Finalists for the 2023 Documentary Edit and Story Lab include “Run With It” (U.S.A.), “Slumlord Millionaire” (U.S.A.), “We Never Left” (U.S.A./Lebanon), “Worldmakers” (tentatively titled) (U.S.A,)

Contributing Editor Fellows

  • Jessica Jones is an Emmy® (CA-regional)–nominated documentary editor. She served as an assistant editor for A Fragile Trust and A New Color and an associate editor for Voices Rising: The Music of Wakanda Forever. She has edited numerous short documentaries and recently edited her first feature, Born For This.
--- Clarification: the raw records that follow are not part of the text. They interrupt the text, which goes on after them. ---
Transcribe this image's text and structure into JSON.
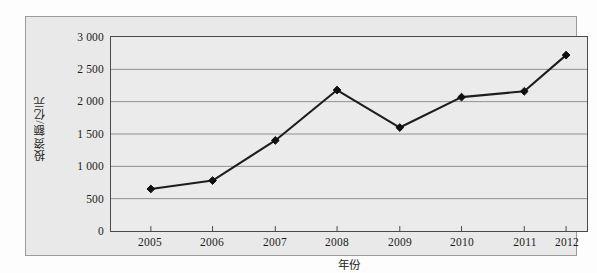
{
  "chart_data": {
    "type": "line",
    "title": "",
    "subtitle": "",
    "xlabel": "年份",
    "ylabel": "投资额/亿元",
    "categories": [
      "2005",
      "2006",
      "2007",
      "2008",
      "2009",
      "2010",
      "2011",
      "2012"
    ],
    "values": [
      650,
      780,
      1400,
      2180,
      1600,
      2070,
      2160,
      2720
    ],
    "series": [
      {
        "name": "投资额",
        "values": [
          650,
          780,
          1400,
          2180,
          1600,
          2070,
          2160,
          2720
        ]
      }
    ],
    "x_tick_labels": [
      "2005",
      "2006",
      "2007",
      "2008",
      "2009",
      "2010",
      "2011",
      "2012"
    ],
    "y_tick_labels": [
      "0",
      "500",
      "1 000",
      "1 500",
      "2 000",
      "2 500",
      "3 000"
    ],
    "y_tick_values": [
      0,
      500,
      1000,
      1500,
      2000,
      2500,
      3000
    ],
    "ylim": [
      0,
      3000
    ],
    "grid": "horizontal",
    "legend": "none",
    "marker": "diamond",
    "line_color": "#1d1d1d",
    "marker_color": "#101010",
    "grid_color": "#8f8f8f",
    "axis_color": "#4a4a4a",
    "plot_background": "#ebebeb",
    "frame_background": "#e9e9e9"
  }
}
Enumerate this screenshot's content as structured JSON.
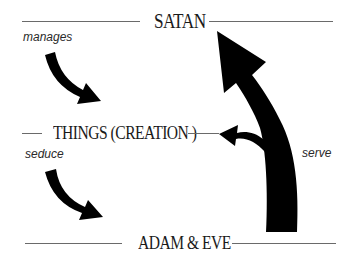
{
  "diagram": {
    "levels": [
      {
        "id": "satan",
        "label": "SATAN"
      },
      {
        "id": "things",
        "label": "THINGS (CREATION )"
      },
      {
        "id": "adam_eve",
        "label": "ADAM & EVE"
      }
    ],
    "relations": [
      {
        "label": "manages",
        "from": "SATAN",
        "to": "THINGS (CREATION )"
      },
      {
        "label": "seduce",
        "from": "THINGS (CREATION )",
        "to": "ADAM & EVE"
      },
      {
        "label": "serve",
        "from": "ADAM & EVE",
        "to": "SATAN"
      }
    ],
    "colors": {
      "arrow": "#000000",
      "line": "#6a6a6a",
      "text": "#1a1a1a",
      "background": "#ffffff"
    }
  }
}
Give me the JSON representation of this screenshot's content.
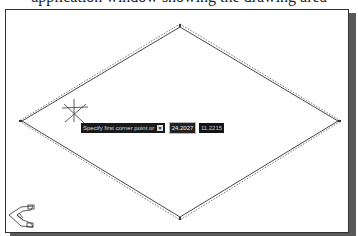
{
  "caption": {
    "text": "application window showing the drawing area"
  },
  "drawing": {
    "diamond": {
      "top": [
        179,
        25
      ],
      "right": [
        338,
        120
      ],
      "bottom": [
        179,
        217
      ],
      "left": [
        20,
        120
      ]
    },
    "line_color": "#333333",
    "dash_color": "#555555"
  },
  "cursor": {
    "x": 73,
    "y": 113
  },
  "dynamic_input": {
    "prompt": "Specify first corner point or",
    "options_icon": "down-arrow-icon",
    "options_glyph": "▼",
    "x_value": "24.2027",
    "y_value": "11.2215"
  },
  "ucs_icon": {
    "name": "ucs-icon"
  },
  "colors": {
    "background": "#ffffff",
    "frame": "#333333",
    "shadow": "#5a5a5a",
    "tooltip_bg": "#1a1a1a"
  }
}
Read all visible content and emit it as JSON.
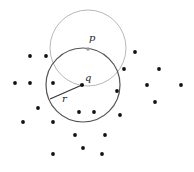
{
  "labels": {
    "p": "p",
    "q": "q",
    "r": "r"
  },
  "colors": {
    "background": "#ffffff",
    "point": "#111111",
    "p_point": "#999999",
    "light_circle": "#b8b8b8",
    "dark_circle": "#555555",
    "radius_line": "#333333"
  },
  "light_circle": {
    "cx": 88,
    "cy": 48,
    "r": 38
  },
  "dark_circle": {
    "cx": 83,
    "cy": 85,
    "r": 37
  },
  "p_point": {
    "x": 88,
    "y": 49
  },
  "q_point": {
    "x": 82,
    "y": 85
  },
  "radius_segment": {
    "x1": 82,
    "y1": 85,
    "x2": 50,
    "y2": 99
  },
  "label_positions": {
    "p": {
      "x": 89,
      "y": 41
    },
    "q": {
      "x": 85,
      "y": 81
    },
    "r": {
      "x": 62,
      "y": 102
    }
  },
  "points": [
    [
      30,
      56
    ],
    [
      46,
      56
    ],
    [
      135,
      52
    ],
    [
      15,
      83
    ],
    [
      30,
      83
    ],
    [
      53,
      83
    ],
    [
      124,
      69
    ],
    [
      159,
      69
    ],
    [
      147,
      85
    ],
    [
      181,
      85
    ],
    [
      117,
      91
    ],
    [
      155,
      102
    ],
    [
      38,
      108
    ],
    [
      79,
      112
    ],
    [
      94,
      112
    ],
    [
      120,
      115
    ],
    [
      23,
      122
    ],
    [
      53,
      122
    ],
    [
      75,
      135
    ],
    [
      105,
      135
    ],
    [
      83,
      148
    ],
    [
      53,
      154
    ],
    [
      102,
      154
    ]
  ]
}
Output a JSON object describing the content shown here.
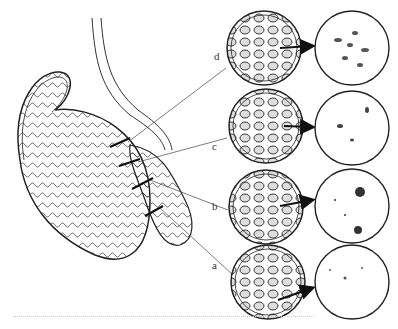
{
  "figure": {
    "labels": [
      {
        "id": "d",
        "text": "d",
        "x": 214,
        "y": 58
      },
      {
        "id": "c",
        "text": "c",
        "x": 212,
        "y": 148
      },
      {
        "id": "b",
        "text": "b",
        "x": 212,
        "y": 207
      },
      {
        "id": "a",
        "text": "a",
        "x": 212,
        "y": 266
      }
    ],
    "sections": [
      {
        "label": "d",
        "tubule_cx": 264,
        "tubule_cy": 48,
        "lumen_cx": 352,
        "lumen_cy": 48,
        "lumen_content": "dense sperm"
      },
      {
        "label": "c",
        "tubule_cx": 266,
        "tubule_cy": 126,
        "lumen_cx": 352,
        "lumen_cy": 128,
        "lumen_content": "sparse sperm"
      },
      {
        "label": "b",
        "tubule_cx": 266,
        "tubule_cy": 207,
        "lumen_cx": 352,
        "lumen_cy": 206,
        "lumen_content": "cell debris"
      },
      {
        "label": "a",
        "tubule_cx": 268,
        "tubule_cy": 282,
        "lumen_cx": 352,
        "lumen_cy": 282,
        "lumen_content": "few particles"
      }
    ],
    "colors": {
      "ink": "#222222",
      "background": "#ffffff"
    }
  }
}
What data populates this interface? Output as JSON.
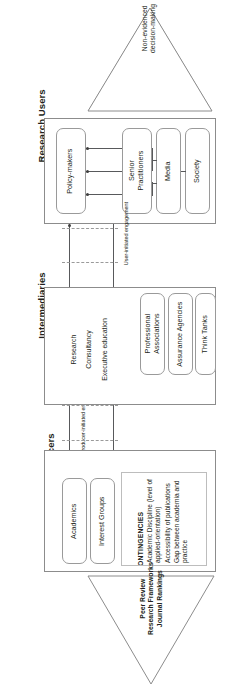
{
  "diagram": {
    "orientation": "rotated-90",
    "accent_color": "#58595b",
    "box_border_color": "#9a9a9a"
  },
  "bands": [
    {
      "id": "research-users",
      "title": "Research Users",
      "entities": [
        {
          "label": "Policy-makers"
        },
        {
          "label": "Senior\nPractitioners"
        },
        {
          "label": "Media"
        },
        {
          "label": "Society"
        }
      ]
    },
    {
      "id": "intermediaries",
      "title": "Intermediaries",
      "entities": [
        {
          "label": "Professional\nAssociations"
        },
        {
          "label": "Assurance Agencies"
        },
        {
          "label": "Think Tanks"
        }
      ]
    },
    {
      "id": "research-producers",
      "title": "Research Producers",
      "entities": [
        {
          "label": "Academics"
        },
        {
          "label": "Interest Groups"
        }
      ]
    }
  ],
  "band_titles": {
    "users": "Research Users",
    "intermediaries": "Intermediaries",
    "producers": "Research Producers"
  },
  "entities": {
    "policy_makers": "Policy-makers",
    "senior_practitioners_line1": "Senior",
    "senior_practitioners_line2": "Practitioners",
    "media": "Media",
    "society": "Society",
    "professional_associations_line1": "Professional",
    "professional_associations_line2": "Associations",
    "assurance_agencies": "Assurance Agencies",
    "think_tanks": "Think Tanks",
    "academics": "Academics",
    "interest_groups": "Interest Groups"
  },
  "channels": {
    "research": "Research",
    "consultancy": "Consultancy",
    "executive_education": "Executive education"
  },
  "flows": {
    "user_initiated": "User-initiated engagement",
    "producer_initiated": "Producer-initiated engagement"
  },
  "top_triangle": {
    "label_line1": "Non-evidenced",
    "label_line2": "decision-making"
  },
  "bottom_triangle": {
    "label_line1": "Peer Review",
    "label_line2": "Research Frameworks",
    "label_line3": "Journal Rankings"
  },
  "contingencies": {
    "title": "CONTINGENCIES",
    "items": [
      "Academic Discipline (level of applied-orientation)",
      "Accessibility of publications",
      "Gap between academia and practice"
    ]
  }
}
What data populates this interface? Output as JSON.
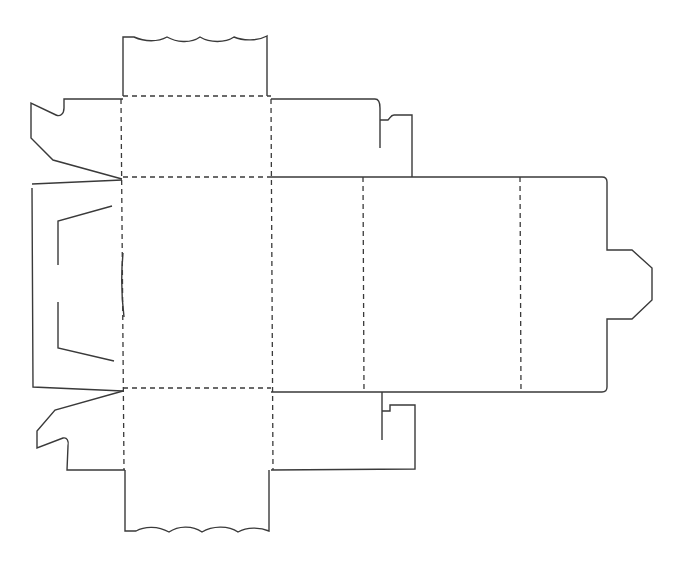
{
  "diagram": {
    "type": "box-dieline",
    "line_styles": {
      "cut": {
        "color": "#3a3a3a",
        "style": "solid"
      },
      "fold": {
        "color": "#3a3a3a",
        "style": "dashed"
      }
    },
    "panels": [
      {
        "name": "top-tuck-flap",
        "type": "flap"
      },
      {
        "name": "top-panel",
        "type": "panel"
      },
      {
        "name": "front-panel",
        "type": "panel"
      },
      {
        "name": "bottom-panel",
        "type": "panel"
      },
      {
        "name": "bottom-tuck-flap",
        "type": "flap"
      },
      {
        "name": "left-dust-flap-upper",
        "type": "flap"
      },
      {
        "name": "left-dust-flap-lower",
        "type": "flap"
      },
      {
        "name": "left-side-panel",
        "type": "panel"
      },
      {
        "name": "right-dust-flap-upper",
        "type": "flap"
      },
      {
        "name": "right-dust-flap-lower",
        "type": "flap"
      },
      {
        "name": "side-panel-1",
        "type": "panel"
      },
      {
        "name": "back-panel",
        "type": "panel"
      },
      {
        "name": "side-panel-2",
        "type": "panel"
      },
      {
        "name": "glue-tab",
        "type": "tab"
      }
    ]
  }
}
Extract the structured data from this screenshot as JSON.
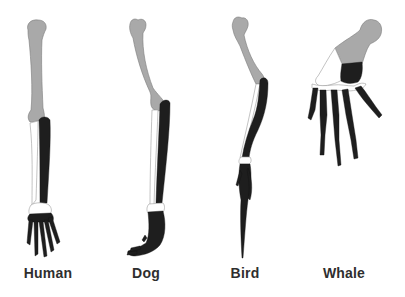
{
  "diagram": {
    "limbs": [
      {
        "id": "human",
        "label": "Human"
      },
      {
        "id": "dog",
        "label": "Dog"
      },
      {
        "id": "bird",
        "label": "Bird"
      },
      {
        "id": "whale",
        "label": "Whale"
      }
    ],
    "bone_colors": {
      "humerus": "#a9a9a9",
      "radius": "#ffffff",
      "ulna": "#1e1e1e",
      "carpals": "#ffffff",
      "metacarpals_phalanges": "#1e1e1e"
    },
    "label_color": "#2e2e2e",
    "background": "#ffffff"
  }
}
  • Beth Kearsley is a documentary assistant editor and emerging editor from Salt Lake City, Utah. Beth’s work includes Plan C (Sundance, 2023), What Comes Around (TIFF, 2022), Bitterbrush (Telluride, 2021), and Free Chol Soo Lee (Sundance, 2022). She is currently a 2022–2023 Karen Schmeer film editing fellow.
  • Claudia Ramirez is a social justice advocate and filmmaker raised in Los Angeles. She is a co-founder of the Undocumented Filmmakers Collective, which promotes equity for undocumented immigrants in the film industry. Most recently, Claudia worked as associate editor on a feature documentary, unseen.
  • Emily Yue is a Brooklyn-based filmmaker, currently assistant editing on an untitled documentary (dir. Lance Oppenheim). Some of her recent post-production credits include How to Blow Up a Pipeline (NEON) and The Rescue (National Geographic). She is a member of the Asian American Documentary Network, Brown Girls Doc Mafia, and IATSE Local 700.